“I heard you on Jay Shetty’s podcast. How did you get on it?”
“I saw your book hit the Wall Street Journal bestseller list. How did you do it?”
“I’m launching a new book/product/service in 2 months. What’s the best thing I can do to promote it?”
I get questions like these frequently.
The answer most people want to hear is this: “Here’s the formula, the hack, the magic bullet, the thing that will make a HUGE splash.”
They hear someone on a major podcast and assume that the podcast appearance made the person popular.
They see someone with a massive social-media following and assume that they became famous because of social media.
They see someone give a TED talk about a bestselling book and assume that the book became a bestseller because of the TED talk.
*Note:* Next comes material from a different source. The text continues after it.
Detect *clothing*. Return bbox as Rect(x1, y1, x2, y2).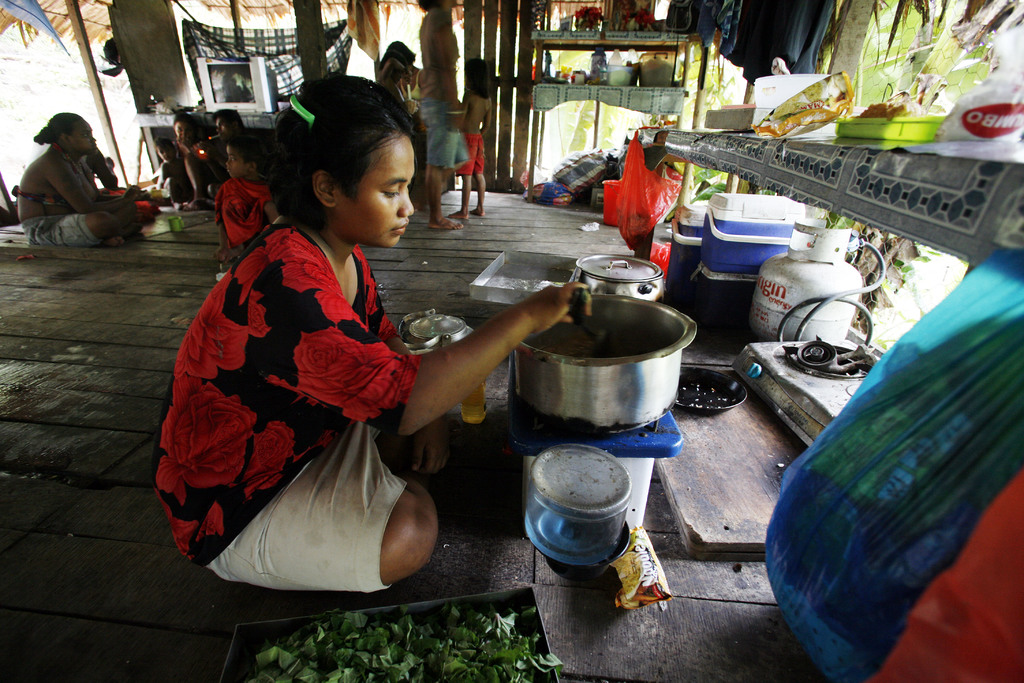
Rect(422, 91, 480, 176).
But these assumptions are often wrong.
Someone gets to appear on a major podcast usually because they are already well-known.
Social media rarely makes people famous. It reflects how famous they already are.
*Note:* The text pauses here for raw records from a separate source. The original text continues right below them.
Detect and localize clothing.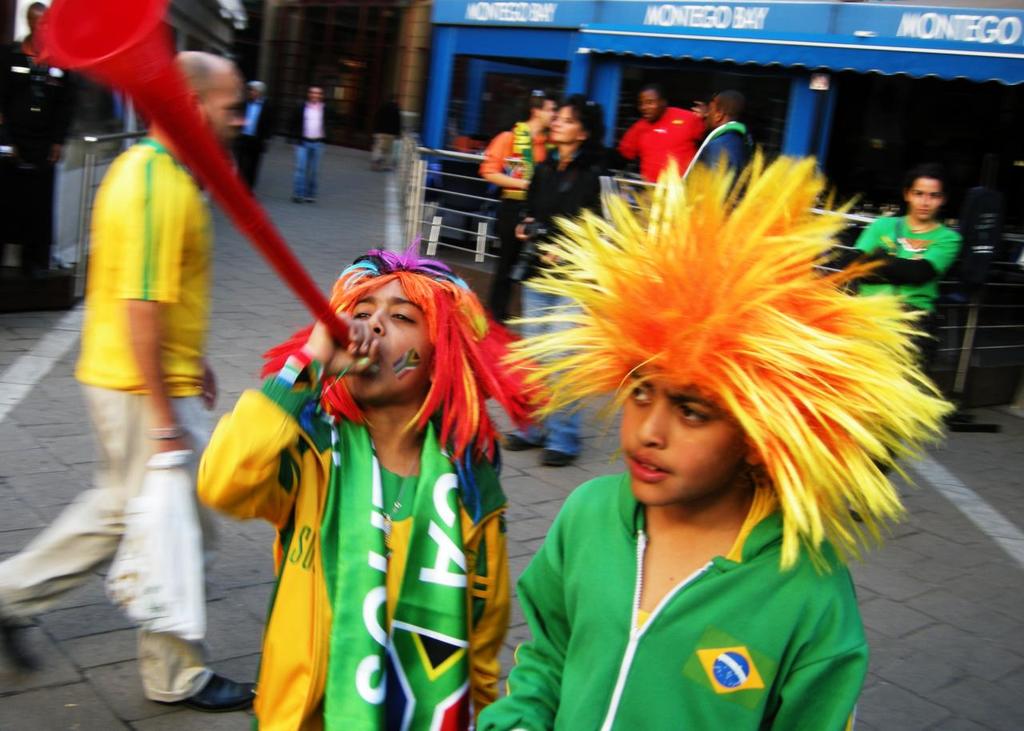
Localized at BBox(0, 134, 212, 703).
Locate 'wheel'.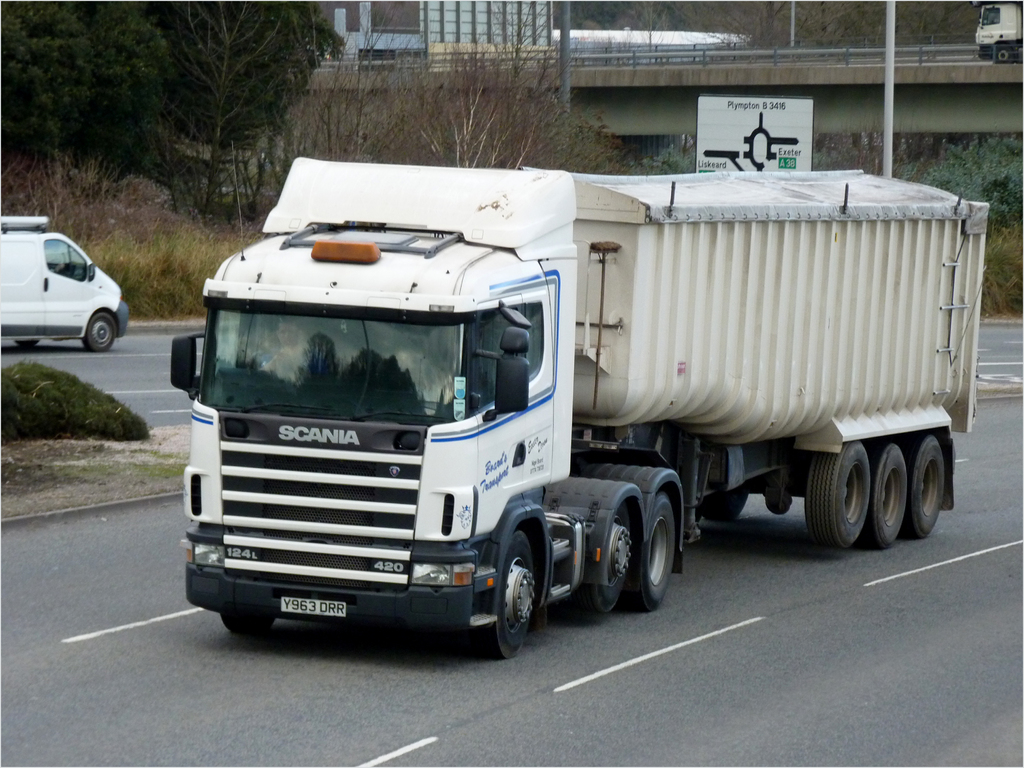
Bounding box: x1=454, y1=535, x2=545, y2=655.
Authors don’t get handed a talk on the main TED stage unless they already have a bestselling book.
Once upon a time, you’d get a book deal, and if the book did well, you’d become famous. Now you have to be somewhat famous before you can even get a book deal with one of the “Big Five” publishers.
I started promoting Think Like a Rocket Scientist three years before it came out. That’s not a typo. That’s three years I worked to launch a blog, write a weekly newsletter, and build an audience, just so I had the reputation and credibility to get an agent and a publishing deal.
Much of this work is invisible—and it happens years before the launch—so it gets ignored.
But it’s the invisible pre-launch work that drives the visible post-launch results.
Publicity begins before you start writing the book or creating the product. Who is it for? How will you reach them? How will you delight them? How will you make the product so remarkable that people will organically spread the word?
If you’re looking for publicity ideas two months before your launch, it’s too late.
The best time to start promoting something is before you create it.